Below are records; report the number of lines in them that include the word "signal", with no other text.

Pixel coordinate grounding data:
※ ※ ※
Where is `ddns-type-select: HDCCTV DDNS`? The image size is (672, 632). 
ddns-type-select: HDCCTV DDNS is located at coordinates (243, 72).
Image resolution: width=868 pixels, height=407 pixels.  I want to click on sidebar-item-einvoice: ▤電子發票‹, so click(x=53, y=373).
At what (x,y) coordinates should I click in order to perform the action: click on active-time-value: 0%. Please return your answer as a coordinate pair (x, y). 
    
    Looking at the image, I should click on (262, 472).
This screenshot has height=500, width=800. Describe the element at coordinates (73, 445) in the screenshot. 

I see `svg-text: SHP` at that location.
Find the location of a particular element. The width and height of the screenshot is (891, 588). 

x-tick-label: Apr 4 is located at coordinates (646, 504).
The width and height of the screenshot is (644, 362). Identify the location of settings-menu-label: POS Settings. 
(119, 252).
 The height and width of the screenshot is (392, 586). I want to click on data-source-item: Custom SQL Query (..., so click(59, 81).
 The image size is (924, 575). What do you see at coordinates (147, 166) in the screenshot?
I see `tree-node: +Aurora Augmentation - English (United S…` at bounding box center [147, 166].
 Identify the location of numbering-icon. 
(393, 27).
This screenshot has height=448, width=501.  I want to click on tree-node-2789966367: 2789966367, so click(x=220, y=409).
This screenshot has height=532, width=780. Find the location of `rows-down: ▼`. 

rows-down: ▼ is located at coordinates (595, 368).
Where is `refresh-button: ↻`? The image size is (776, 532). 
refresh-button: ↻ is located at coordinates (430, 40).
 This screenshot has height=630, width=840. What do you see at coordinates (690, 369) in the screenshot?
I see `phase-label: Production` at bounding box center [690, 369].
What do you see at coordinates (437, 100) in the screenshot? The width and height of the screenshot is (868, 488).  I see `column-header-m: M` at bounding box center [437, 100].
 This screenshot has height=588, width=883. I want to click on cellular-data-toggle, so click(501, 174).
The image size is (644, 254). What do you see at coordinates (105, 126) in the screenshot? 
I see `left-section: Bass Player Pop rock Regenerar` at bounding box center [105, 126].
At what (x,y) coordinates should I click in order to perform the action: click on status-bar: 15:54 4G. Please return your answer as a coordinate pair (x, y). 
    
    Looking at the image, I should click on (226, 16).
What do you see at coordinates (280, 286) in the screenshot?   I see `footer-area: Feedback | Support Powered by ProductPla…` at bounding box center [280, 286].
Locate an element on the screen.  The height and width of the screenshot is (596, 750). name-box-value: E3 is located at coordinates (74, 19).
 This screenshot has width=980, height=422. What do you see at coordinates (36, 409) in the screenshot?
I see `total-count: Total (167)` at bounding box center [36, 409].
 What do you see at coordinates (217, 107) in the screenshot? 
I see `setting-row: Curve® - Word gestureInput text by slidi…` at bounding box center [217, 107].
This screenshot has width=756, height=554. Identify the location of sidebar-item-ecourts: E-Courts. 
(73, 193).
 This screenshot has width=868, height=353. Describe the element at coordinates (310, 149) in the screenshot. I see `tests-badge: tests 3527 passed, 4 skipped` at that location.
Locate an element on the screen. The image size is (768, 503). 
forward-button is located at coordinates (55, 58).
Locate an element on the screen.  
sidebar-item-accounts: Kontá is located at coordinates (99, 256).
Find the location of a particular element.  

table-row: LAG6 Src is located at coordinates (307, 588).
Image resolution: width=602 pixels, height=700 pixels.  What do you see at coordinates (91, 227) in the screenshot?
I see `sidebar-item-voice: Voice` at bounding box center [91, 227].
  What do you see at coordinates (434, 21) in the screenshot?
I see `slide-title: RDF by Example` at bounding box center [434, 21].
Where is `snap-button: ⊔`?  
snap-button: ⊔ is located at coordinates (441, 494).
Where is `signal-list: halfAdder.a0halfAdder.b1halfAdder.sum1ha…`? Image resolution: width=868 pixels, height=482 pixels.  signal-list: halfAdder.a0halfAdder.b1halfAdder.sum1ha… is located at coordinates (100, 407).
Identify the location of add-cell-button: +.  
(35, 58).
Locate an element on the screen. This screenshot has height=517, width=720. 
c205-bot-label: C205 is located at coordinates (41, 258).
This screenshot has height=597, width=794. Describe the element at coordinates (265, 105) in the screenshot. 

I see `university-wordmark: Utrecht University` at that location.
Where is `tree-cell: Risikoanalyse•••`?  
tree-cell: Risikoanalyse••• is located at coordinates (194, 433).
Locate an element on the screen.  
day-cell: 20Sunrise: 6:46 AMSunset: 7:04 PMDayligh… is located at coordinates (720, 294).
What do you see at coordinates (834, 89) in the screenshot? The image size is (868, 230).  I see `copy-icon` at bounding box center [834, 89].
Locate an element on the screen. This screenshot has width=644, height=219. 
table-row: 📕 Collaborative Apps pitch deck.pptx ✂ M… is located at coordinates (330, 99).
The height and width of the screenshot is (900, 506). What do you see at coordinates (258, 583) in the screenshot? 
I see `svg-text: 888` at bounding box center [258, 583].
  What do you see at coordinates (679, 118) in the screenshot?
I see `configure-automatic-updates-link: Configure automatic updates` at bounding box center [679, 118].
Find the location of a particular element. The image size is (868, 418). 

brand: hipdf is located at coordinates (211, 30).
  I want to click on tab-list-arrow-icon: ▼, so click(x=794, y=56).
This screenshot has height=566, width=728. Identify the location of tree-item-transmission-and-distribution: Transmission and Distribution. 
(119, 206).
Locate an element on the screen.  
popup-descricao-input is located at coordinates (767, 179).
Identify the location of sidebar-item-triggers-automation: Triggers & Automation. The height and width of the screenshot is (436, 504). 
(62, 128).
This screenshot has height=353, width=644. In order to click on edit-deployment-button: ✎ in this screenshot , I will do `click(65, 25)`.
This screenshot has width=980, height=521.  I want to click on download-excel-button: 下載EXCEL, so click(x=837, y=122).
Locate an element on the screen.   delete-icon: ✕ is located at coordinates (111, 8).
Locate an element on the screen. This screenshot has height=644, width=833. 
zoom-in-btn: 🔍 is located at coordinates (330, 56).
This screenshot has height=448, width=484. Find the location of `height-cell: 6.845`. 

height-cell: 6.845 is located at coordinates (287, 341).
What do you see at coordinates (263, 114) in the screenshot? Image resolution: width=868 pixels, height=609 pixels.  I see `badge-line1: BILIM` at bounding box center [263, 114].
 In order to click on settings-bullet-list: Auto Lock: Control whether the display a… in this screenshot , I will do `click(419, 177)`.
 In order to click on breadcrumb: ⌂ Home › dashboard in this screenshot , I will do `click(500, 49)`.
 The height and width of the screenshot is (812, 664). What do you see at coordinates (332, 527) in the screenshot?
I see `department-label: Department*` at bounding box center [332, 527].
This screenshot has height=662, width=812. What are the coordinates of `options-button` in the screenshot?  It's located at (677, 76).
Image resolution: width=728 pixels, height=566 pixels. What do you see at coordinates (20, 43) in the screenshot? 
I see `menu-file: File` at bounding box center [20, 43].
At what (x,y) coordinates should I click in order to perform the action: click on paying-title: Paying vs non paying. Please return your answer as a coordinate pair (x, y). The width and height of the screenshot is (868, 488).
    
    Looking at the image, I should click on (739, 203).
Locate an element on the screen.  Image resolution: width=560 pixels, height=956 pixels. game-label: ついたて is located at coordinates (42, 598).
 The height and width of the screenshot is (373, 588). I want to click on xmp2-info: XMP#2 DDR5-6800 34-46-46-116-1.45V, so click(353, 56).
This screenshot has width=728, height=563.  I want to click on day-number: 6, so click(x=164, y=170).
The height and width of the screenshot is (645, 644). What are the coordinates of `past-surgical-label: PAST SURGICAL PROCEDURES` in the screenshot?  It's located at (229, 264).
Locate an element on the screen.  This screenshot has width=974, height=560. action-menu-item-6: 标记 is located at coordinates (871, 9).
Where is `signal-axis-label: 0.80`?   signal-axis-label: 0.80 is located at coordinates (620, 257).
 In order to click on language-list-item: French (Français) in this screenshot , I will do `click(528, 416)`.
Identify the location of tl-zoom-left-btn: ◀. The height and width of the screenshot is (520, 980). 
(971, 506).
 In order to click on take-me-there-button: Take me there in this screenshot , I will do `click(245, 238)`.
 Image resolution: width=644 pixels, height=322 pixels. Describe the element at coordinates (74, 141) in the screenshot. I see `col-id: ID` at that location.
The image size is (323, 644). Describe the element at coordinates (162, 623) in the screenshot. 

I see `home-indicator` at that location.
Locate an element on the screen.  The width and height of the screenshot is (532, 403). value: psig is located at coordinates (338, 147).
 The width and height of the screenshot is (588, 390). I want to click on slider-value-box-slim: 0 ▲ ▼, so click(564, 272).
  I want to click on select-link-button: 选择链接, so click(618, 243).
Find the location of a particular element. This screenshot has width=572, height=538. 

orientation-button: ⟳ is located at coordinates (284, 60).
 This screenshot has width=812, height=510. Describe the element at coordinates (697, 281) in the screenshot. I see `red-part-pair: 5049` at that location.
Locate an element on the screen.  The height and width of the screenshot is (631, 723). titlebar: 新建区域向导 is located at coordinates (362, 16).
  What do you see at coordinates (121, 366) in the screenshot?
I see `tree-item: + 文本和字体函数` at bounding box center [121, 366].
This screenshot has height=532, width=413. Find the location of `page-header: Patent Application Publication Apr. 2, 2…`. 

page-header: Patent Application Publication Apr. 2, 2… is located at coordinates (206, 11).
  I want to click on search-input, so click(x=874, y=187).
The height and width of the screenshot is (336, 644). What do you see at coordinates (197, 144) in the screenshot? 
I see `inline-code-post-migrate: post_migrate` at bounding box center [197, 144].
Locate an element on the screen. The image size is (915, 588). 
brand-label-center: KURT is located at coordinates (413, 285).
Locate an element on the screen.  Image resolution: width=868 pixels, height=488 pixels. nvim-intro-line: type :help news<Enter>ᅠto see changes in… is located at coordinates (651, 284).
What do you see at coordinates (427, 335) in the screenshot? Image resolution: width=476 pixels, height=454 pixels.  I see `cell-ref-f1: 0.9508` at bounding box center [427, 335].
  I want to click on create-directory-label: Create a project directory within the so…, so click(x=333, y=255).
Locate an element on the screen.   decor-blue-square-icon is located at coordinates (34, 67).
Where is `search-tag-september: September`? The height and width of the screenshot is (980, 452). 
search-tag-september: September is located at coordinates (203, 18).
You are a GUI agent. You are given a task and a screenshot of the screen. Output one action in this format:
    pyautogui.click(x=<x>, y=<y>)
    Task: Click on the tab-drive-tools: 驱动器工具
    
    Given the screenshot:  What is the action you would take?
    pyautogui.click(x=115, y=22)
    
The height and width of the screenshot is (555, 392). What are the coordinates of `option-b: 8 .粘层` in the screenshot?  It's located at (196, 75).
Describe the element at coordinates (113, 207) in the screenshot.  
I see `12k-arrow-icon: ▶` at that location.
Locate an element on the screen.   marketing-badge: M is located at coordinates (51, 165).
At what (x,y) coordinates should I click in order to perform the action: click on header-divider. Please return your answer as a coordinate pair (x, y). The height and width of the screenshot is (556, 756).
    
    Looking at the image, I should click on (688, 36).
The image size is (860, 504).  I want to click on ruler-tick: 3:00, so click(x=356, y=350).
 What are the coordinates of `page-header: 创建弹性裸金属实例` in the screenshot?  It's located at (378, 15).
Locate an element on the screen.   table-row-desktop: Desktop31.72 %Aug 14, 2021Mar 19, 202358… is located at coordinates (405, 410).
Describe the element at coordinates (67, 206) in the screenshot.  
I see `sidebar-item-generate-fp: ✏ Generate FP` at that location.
※ ※ ※
Expected output:
2